The size of the acquisition of HCA, agreed yesterday, surpasses for the first time the iconic Eighties takeover of RJR Nabisco by KKR, which became the subject of the book and film Barbarians at the Gate. The deal underscores the revived financial clout of the private equity "barbarians", able to make increasingly audacious approaches to public companies because of the availability of cheap debt.

HCA, originally known as Hospital Corporation of America, was set up in Nashville, Tennessee in 1968 by the father and brother of the senior Republican politician Bill Frist, the Senate majority leader. Senator Frist himself sold his stake in the business last year in the weeks before a profits warning, a transaction still being investigated by the Securities and Exchange Commission, Wall Street's watchdog.

The Frist family is staying with the business, reinvesting $750m of its $900m-plus proceeds of the acquisition back into the new vehicle, whose management team will continue to include Thomas Frist, Senator Frist's brother.
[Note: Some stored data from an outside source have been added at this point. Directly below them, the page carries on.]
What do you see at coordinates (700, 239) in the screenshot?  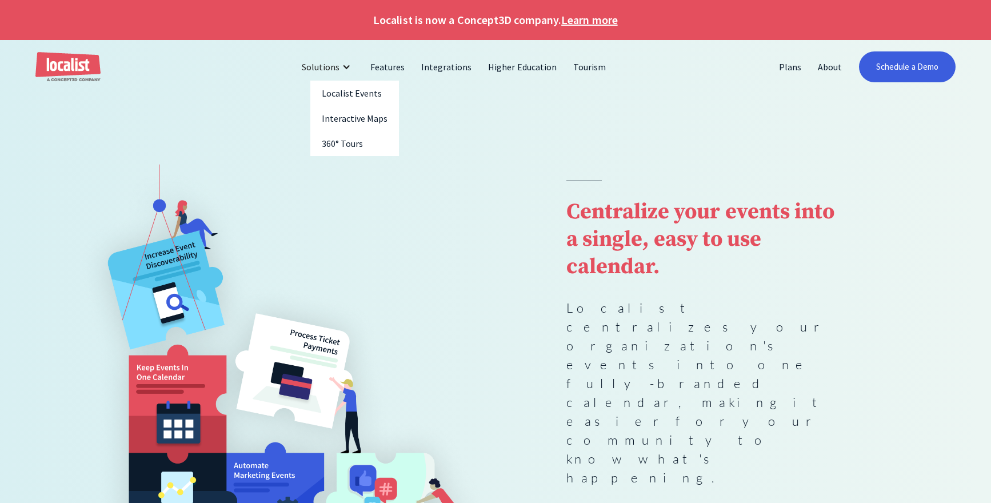 I see `strong: Centralize your events into a single, easy to use calendar.` at bounding box center [700, 239].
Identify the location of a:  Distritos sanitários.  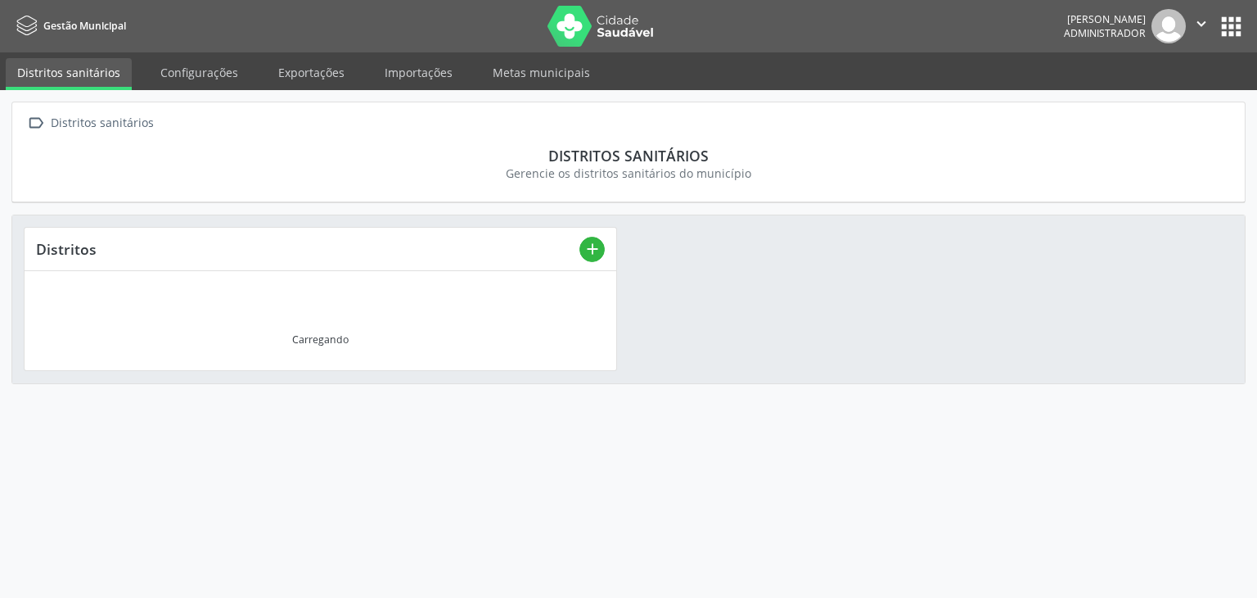
(90, 123).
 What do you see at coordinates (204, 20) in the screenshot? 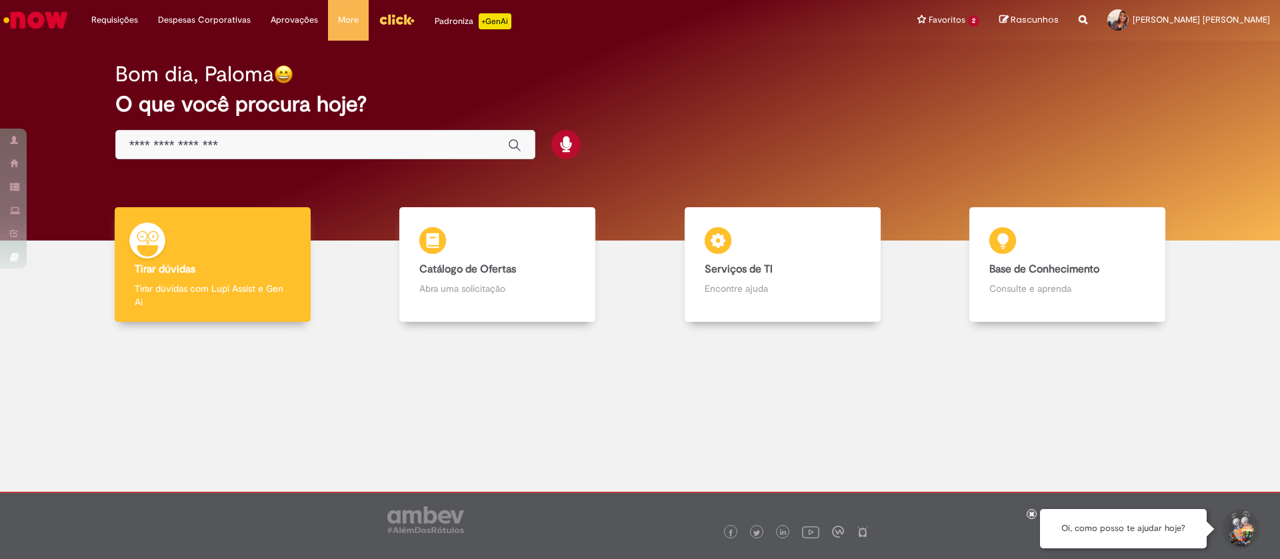
I see `span: Despesas Corporativas` at bounding box center [204, 20].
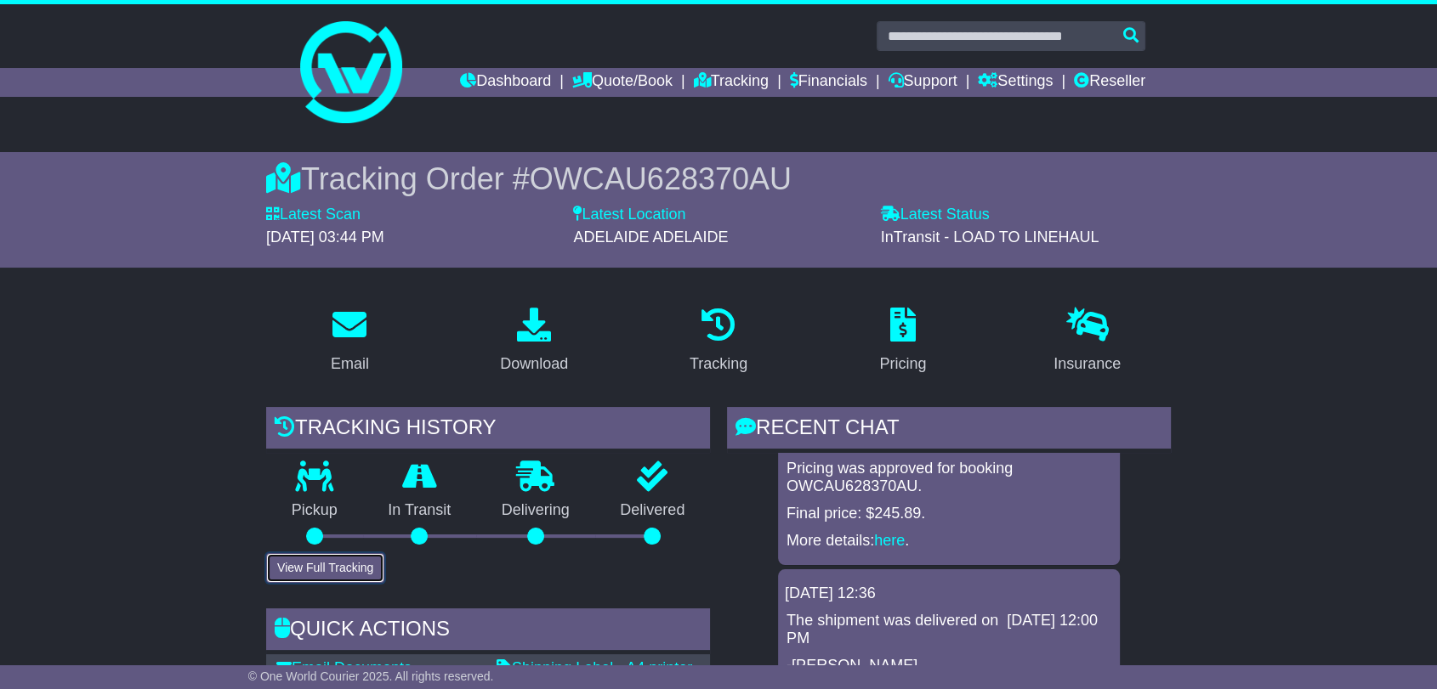  Describe the element at coordinates (828, 82) in the screenshot. I see `a: Financials` at that location.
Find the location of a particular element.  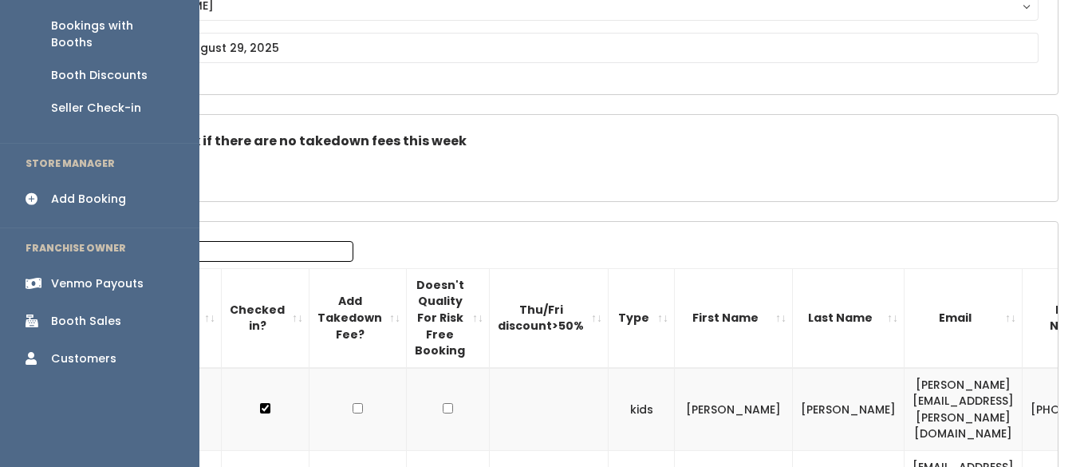

th: Doesn't Quality For Risk Free Booking : activate to sort column ascending is located at coordinates (448, 318).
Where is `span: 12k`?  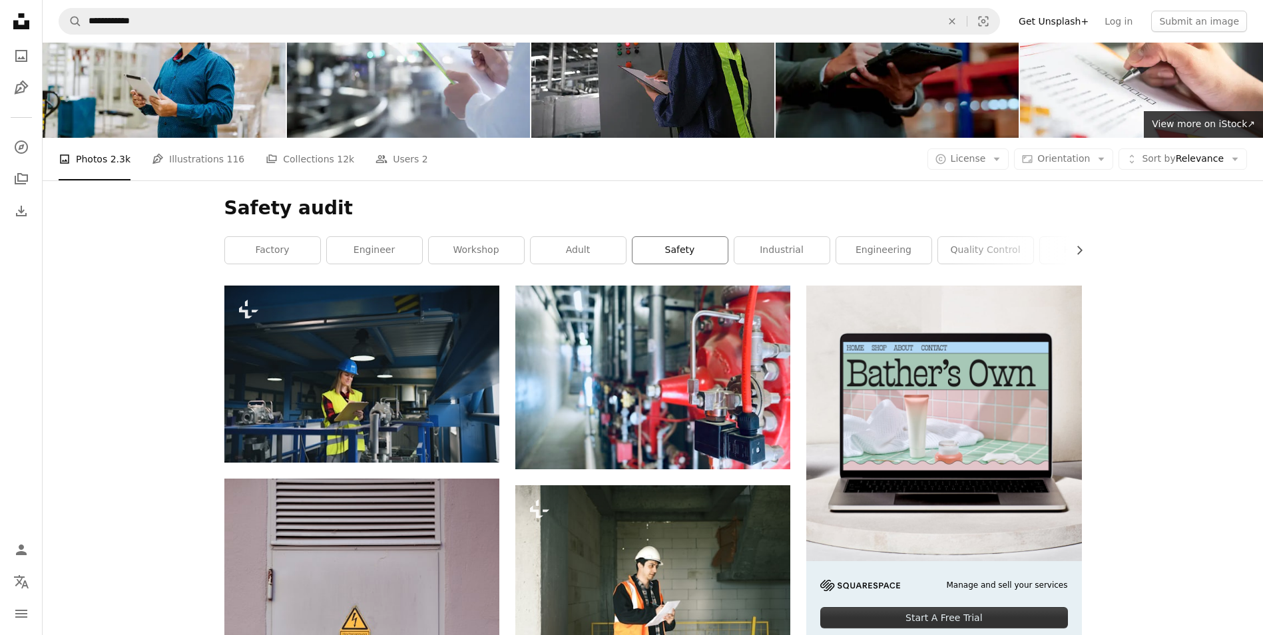
span: 12k is located at coordinates (346, 159).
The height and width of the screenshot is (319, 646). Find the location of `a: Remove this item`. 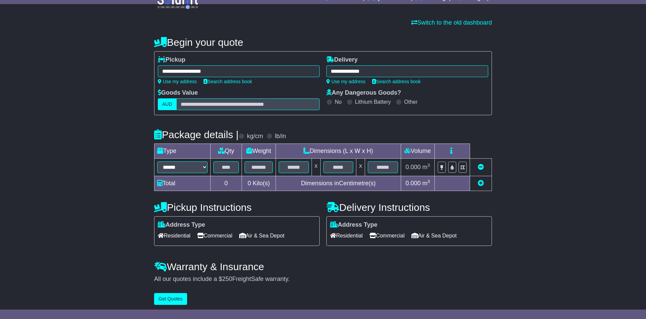

a: Remove this item is located at coordinates (481, 167).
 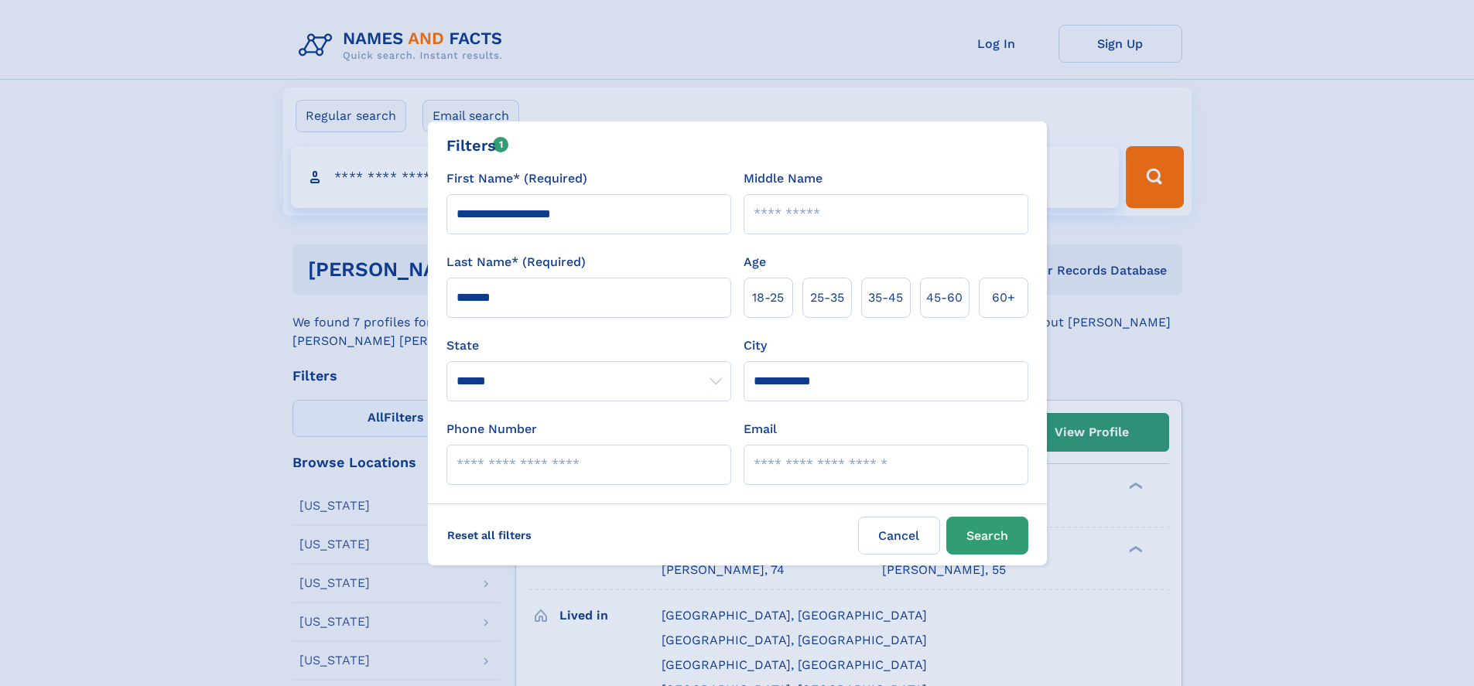 I want to click on span: 45‑60, so click(x=944, y=298).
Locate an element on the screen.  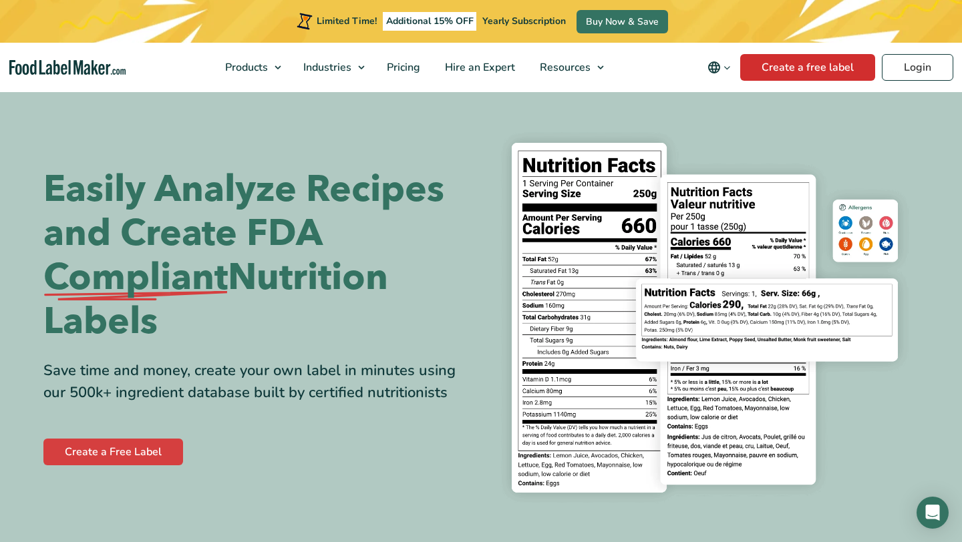
a: Hire an Expert is located at coordinates (478, 67).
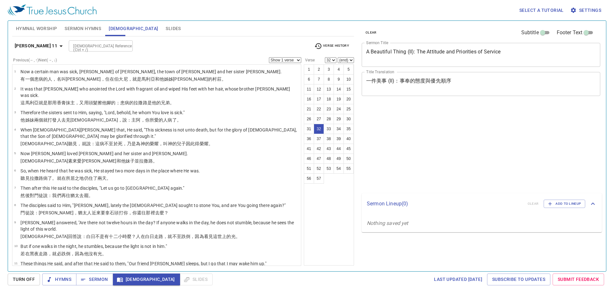  What do you see at coordinates (329, 79) in the screenshot?
I see `button: 8` at bounding box center [329, 79].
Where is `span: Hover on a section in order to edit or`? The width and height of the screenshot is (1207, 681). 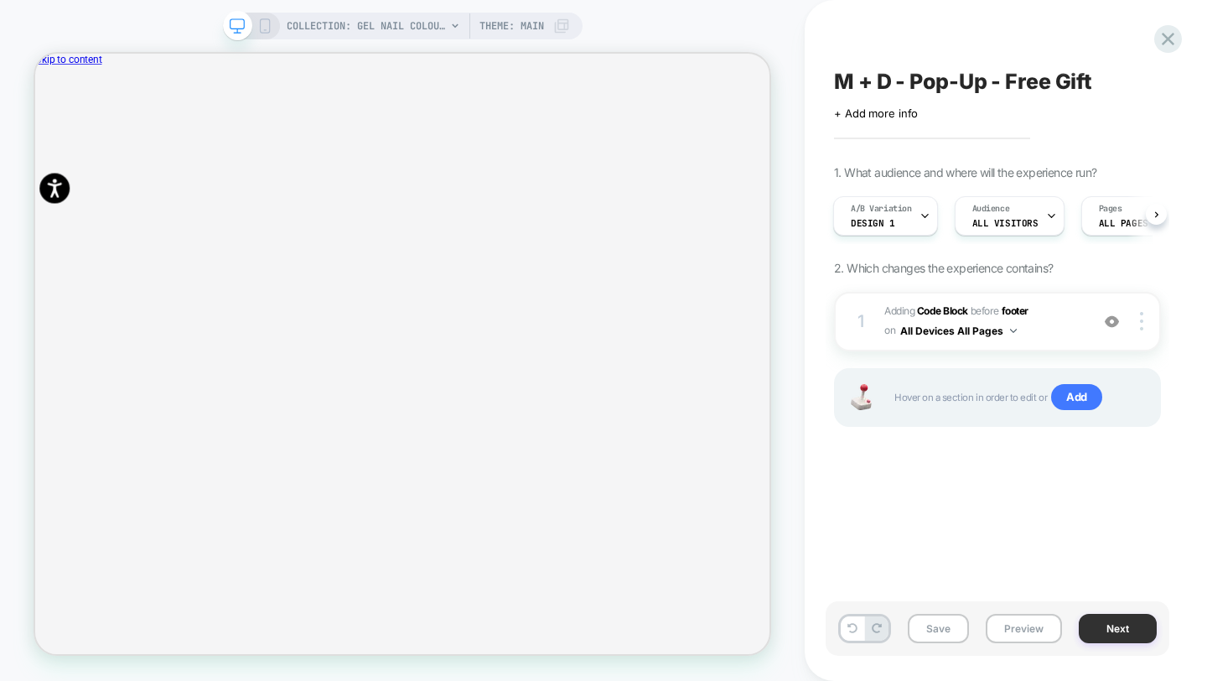 span: Hover on a section in order to edit or is located at coordinates (1018, 397).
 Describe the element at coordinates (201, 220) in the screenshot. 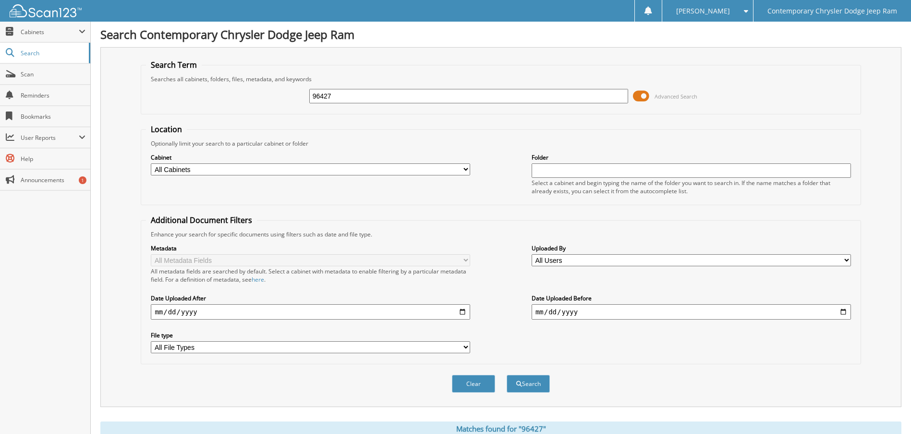

I see `legend: Additional Document Filters` at that location.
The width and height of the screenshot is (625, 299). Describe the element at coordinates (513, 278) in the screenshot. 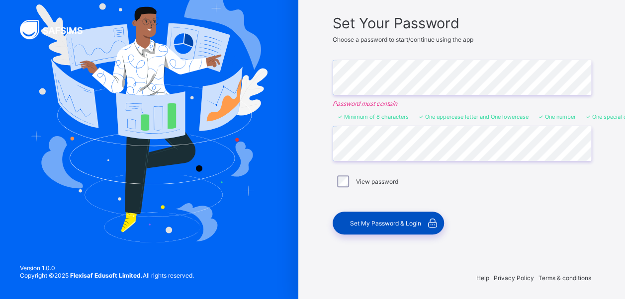

I see `span: Privacy Policy` at that location.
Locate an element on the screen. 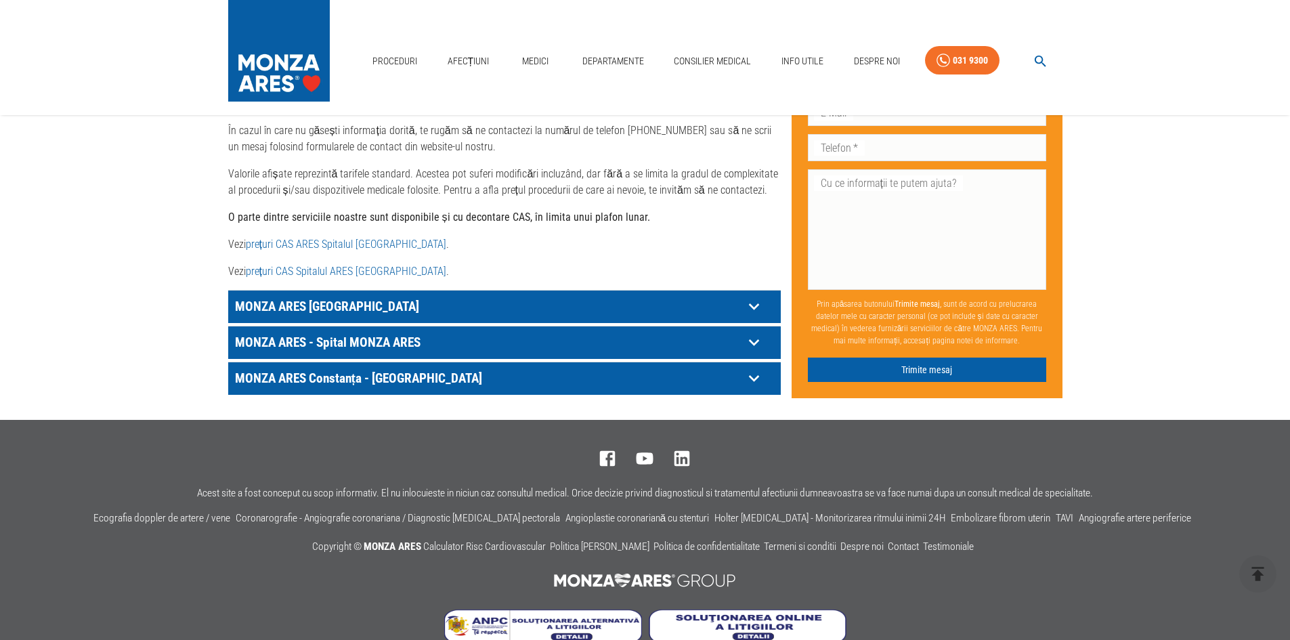 This screenshot has width=1290, height=640. p: În cazul în care nu găsești informația dorită, te rugăm să ne contactezi la numărul de telefon [P... is located at coordinates (504, 139).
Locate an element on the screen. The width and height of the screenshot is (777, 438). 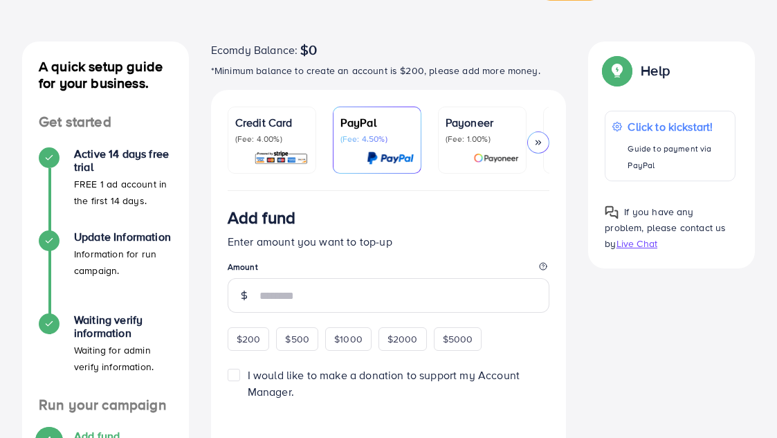
span: $0 is located at coordinates (309, 50).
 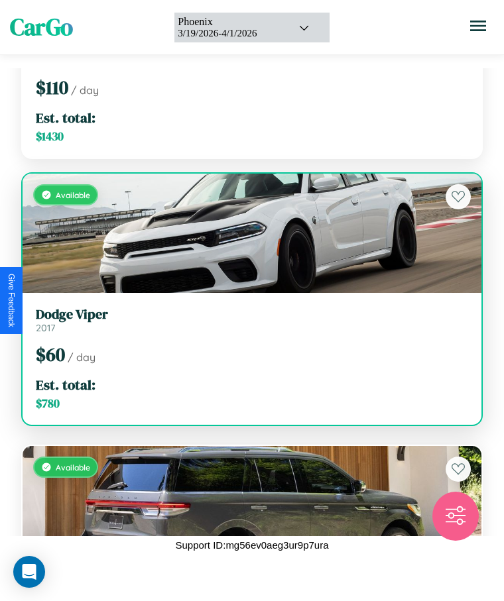 What do you see at coordinates (50, 355) in the screenshot?
I see `span: $ 60` at bounding box center [50, 355].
The private equity consortium comprises Bain Capital, with Kohlberg Kravis Roberts and Merrill Lynch. They will make a $5.5bn equity investment, but the rest of the deal will be funded with debt, some $15bn of it lent by banks. HCA's 168 hospitals and surgical centres provide the sort of low-risk and steady income that banks require to lend money on that scale.

Private equity firms are awash with cash, handed to them by institutional investors who are desperate for a slice of the outsize returns generated by the industry in recent years. Earlier this month, Blackstone raised the world's largest-ever private equity fund, totalling $15.6bn, while investment banks such as Merrill Lynch and Goldman Sachs are increasingly investing their own money into private equity deals.

Goldman Sachs and others were rumoured to be considering whether they could assemble a rival consortium to bid for HCA, which has promised to look for a higher offer before agreeing the Bain-led takeover.

The acquisition stoked fears of a bubble in leveraged buyouts. Wilbur Ross, the veteran private equity investor, who sold his New York-based company to the London-listed Amvescap yesterday, said he believed it was already late in the cycle and private equity buyers seem to be paying higher prices than ever before.

"The trouble with putting larger amounts of leverage on higher valuations is that it truncates your margin for error, and that will inevitably lead to more defaults."